(DATA TO PROCESS Opens)

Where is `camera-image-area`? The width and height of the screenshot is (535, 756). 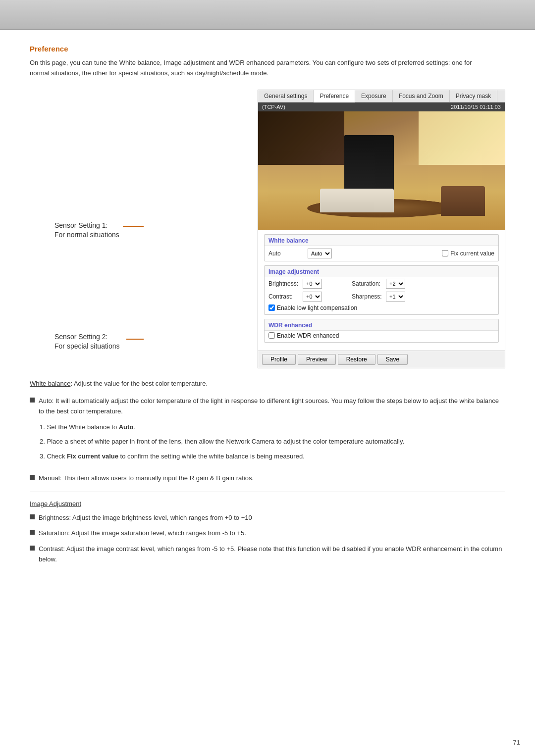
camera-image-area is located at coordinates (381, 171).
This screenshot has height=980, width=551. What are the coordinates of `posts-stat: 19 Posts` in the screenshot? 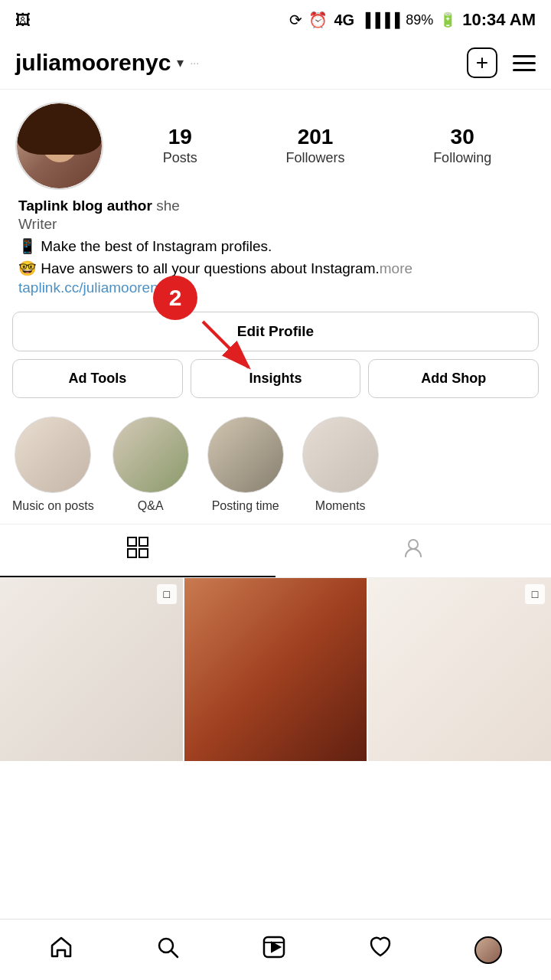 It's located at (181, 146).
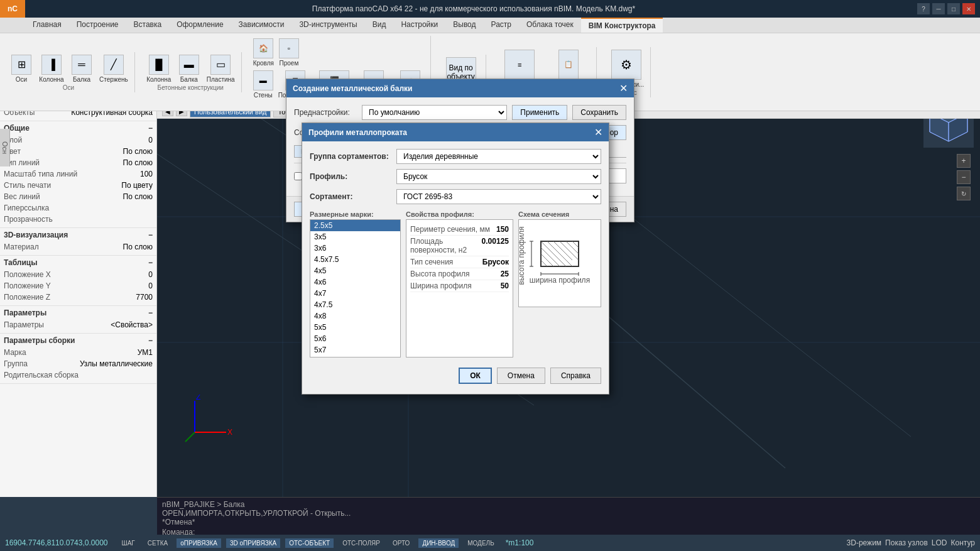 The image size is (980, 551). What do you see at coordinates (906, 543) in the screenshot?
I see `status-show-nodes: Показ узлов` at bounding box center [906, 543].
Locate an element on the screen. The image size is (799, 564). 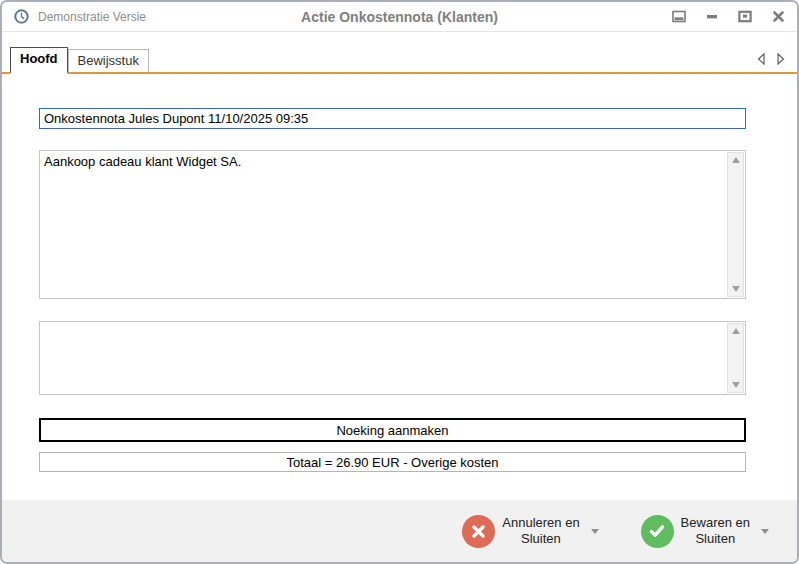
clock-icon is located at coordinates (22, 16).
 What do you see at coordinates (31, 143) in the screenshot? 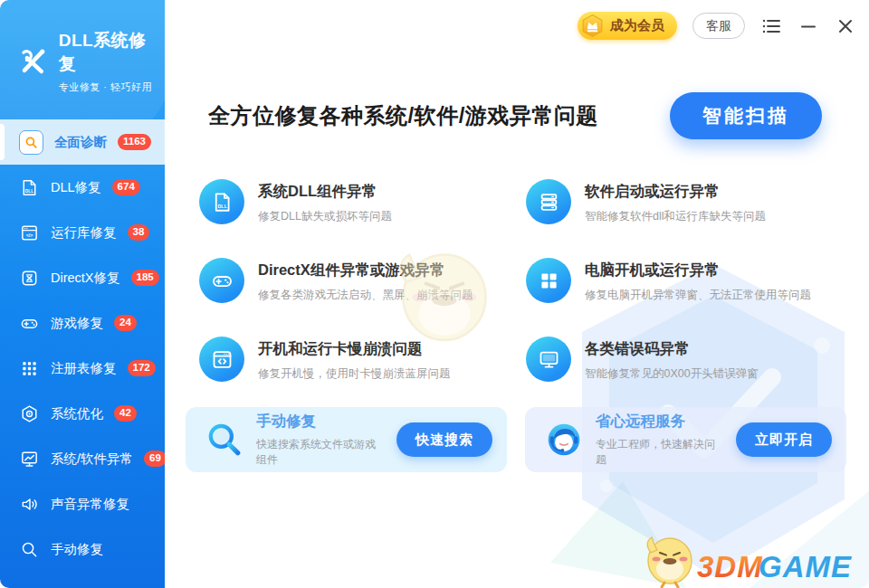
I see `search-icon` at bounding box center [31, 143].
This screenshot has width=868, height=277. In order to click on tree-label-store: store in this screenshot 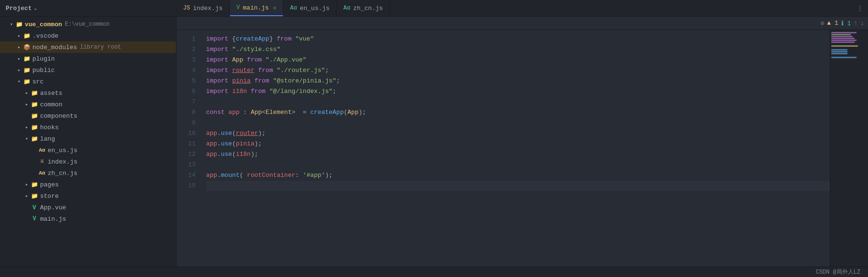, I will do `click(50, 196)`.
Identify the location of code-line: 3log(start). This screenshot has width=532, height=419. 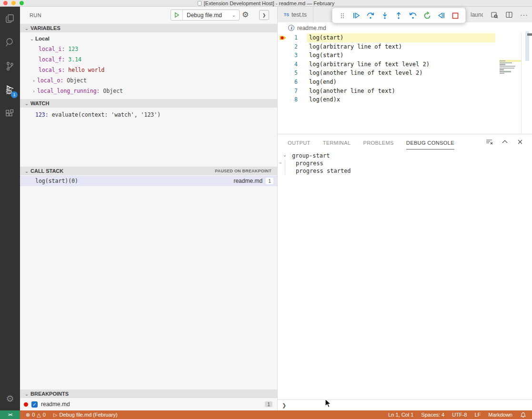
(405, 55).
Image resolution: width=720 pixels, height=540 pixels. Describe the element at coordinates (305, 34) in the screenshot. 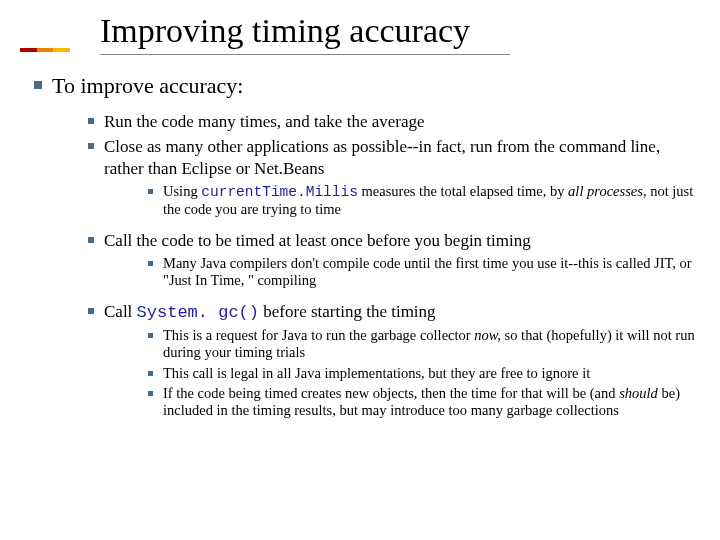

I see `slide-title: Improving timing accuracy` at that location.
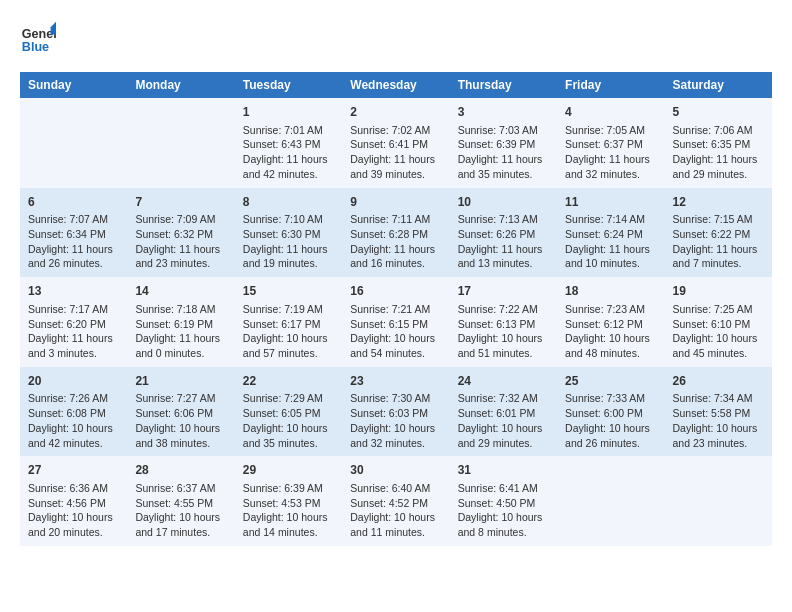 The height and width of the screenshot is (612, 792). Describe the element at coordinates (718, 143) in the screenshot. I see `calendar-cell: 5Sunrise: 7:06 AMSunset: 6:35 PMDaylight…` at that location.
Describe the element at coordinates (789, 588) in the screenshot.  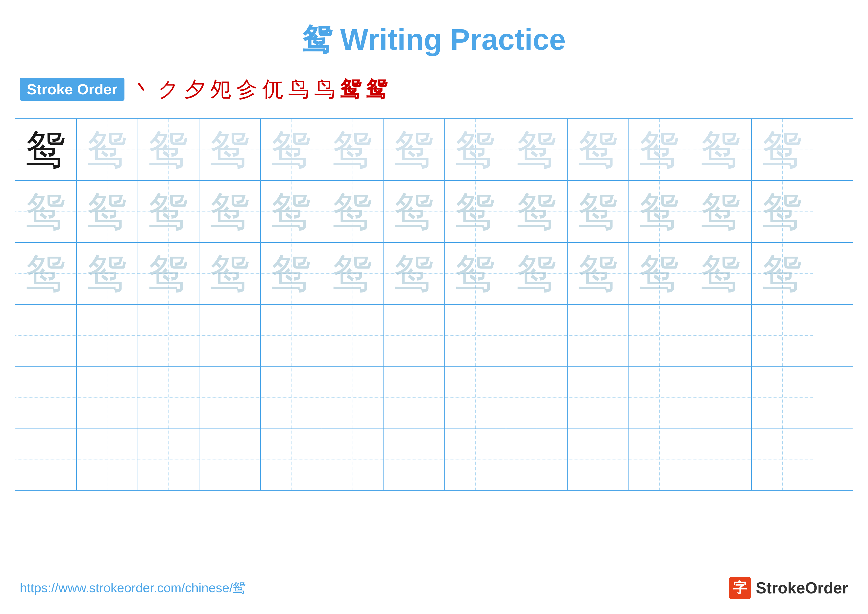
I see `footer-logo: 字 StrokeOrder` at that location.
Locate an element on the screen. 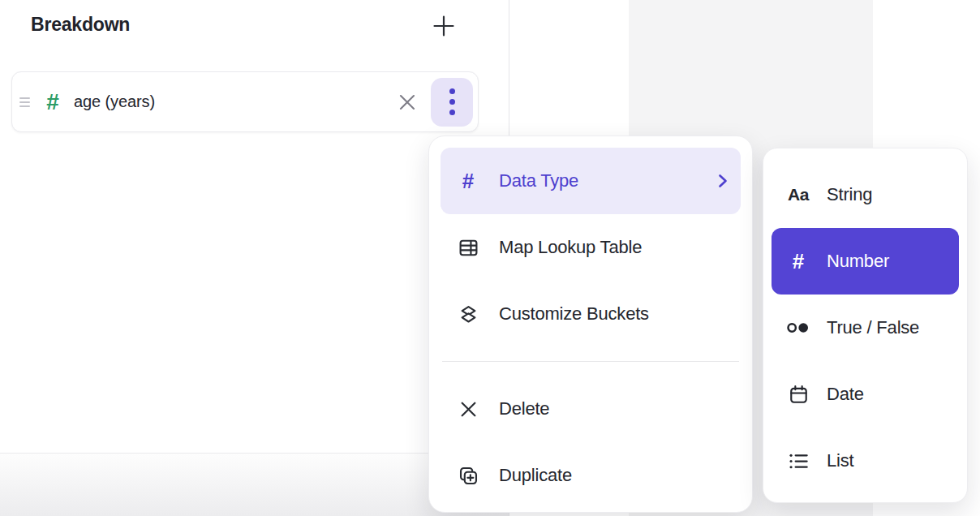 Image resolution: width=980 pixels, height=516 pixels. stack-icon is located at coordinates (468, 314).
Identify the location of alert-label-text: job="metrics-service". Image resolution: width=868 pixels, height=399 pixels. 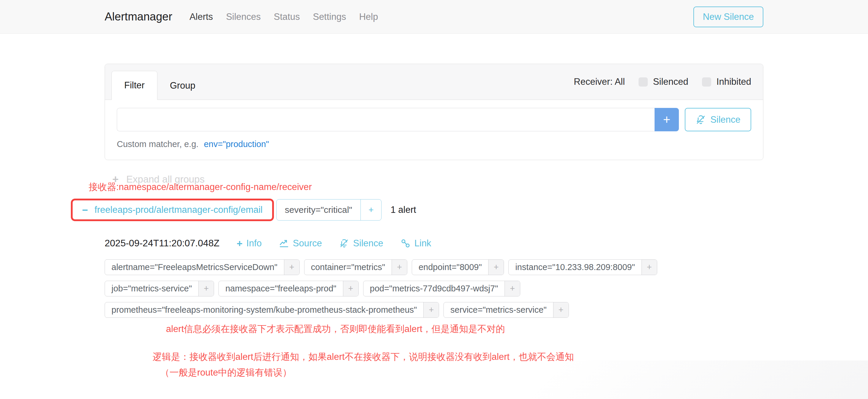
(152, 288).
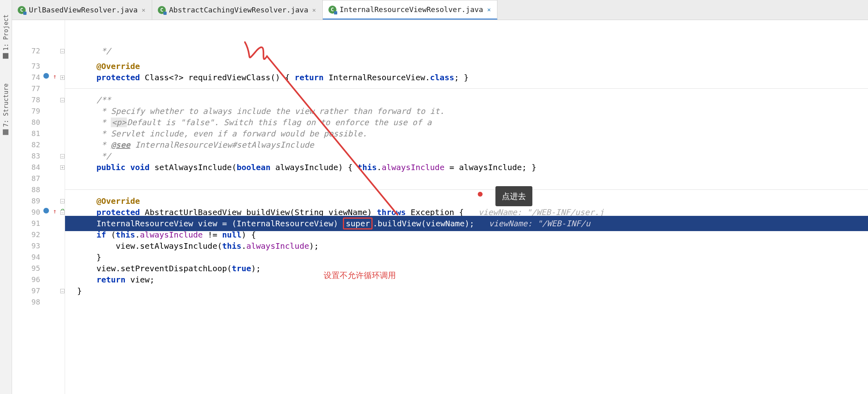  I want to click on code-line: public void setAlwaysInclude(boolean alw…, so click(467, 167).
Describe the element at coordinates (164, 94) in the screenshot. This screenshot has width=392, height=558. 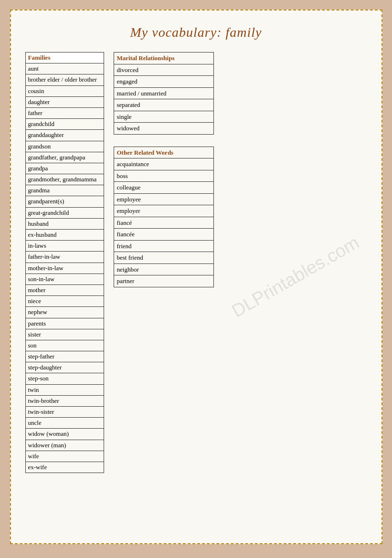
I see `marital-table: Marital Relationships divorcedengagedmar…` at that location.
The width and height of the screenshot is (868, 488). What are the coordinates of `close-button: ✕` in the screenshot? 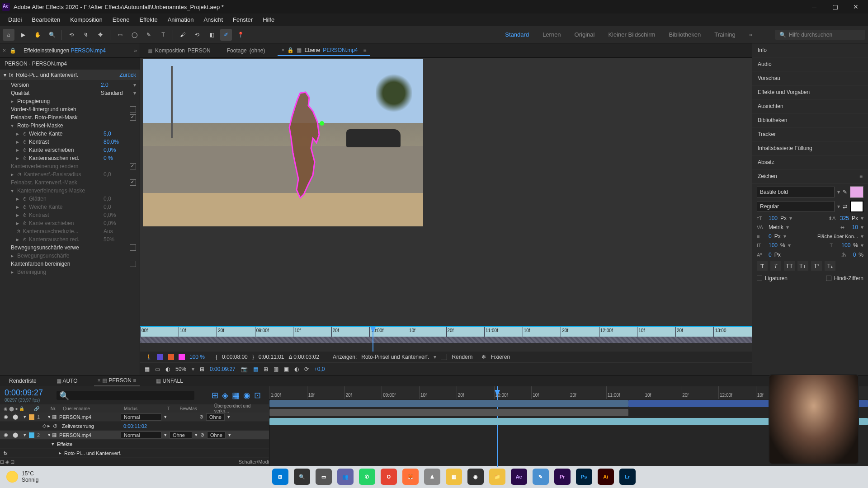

(DATA TO PROCESS Closes)

- _EXERCISE INSTRUCTIONS_
Both the line containing "pixels, height=399 pixels." and the last line of the records above belong in the exact copy, along with every line between them; pictures do not.

- _TASK SOLUTION_
Identify the location of alert-label-text: job="metrics-service". Image resolution: width=868 pixels, height=399 pixels. 
(152, 288).
  I want to click on code-line: public void setAlwaysInclude(boolean alw…, so click(467, 167).
Describe the element at coordinates (164, 94) in the screenshot. This screenshot has width=392, height=558. 
I see `marital-table: Marital Relationships divorcedengagedmar…` at that location.
The width and height of the screenshot is (868, 488). What are the coordinates of `close-button: ✕` in the screenshot? 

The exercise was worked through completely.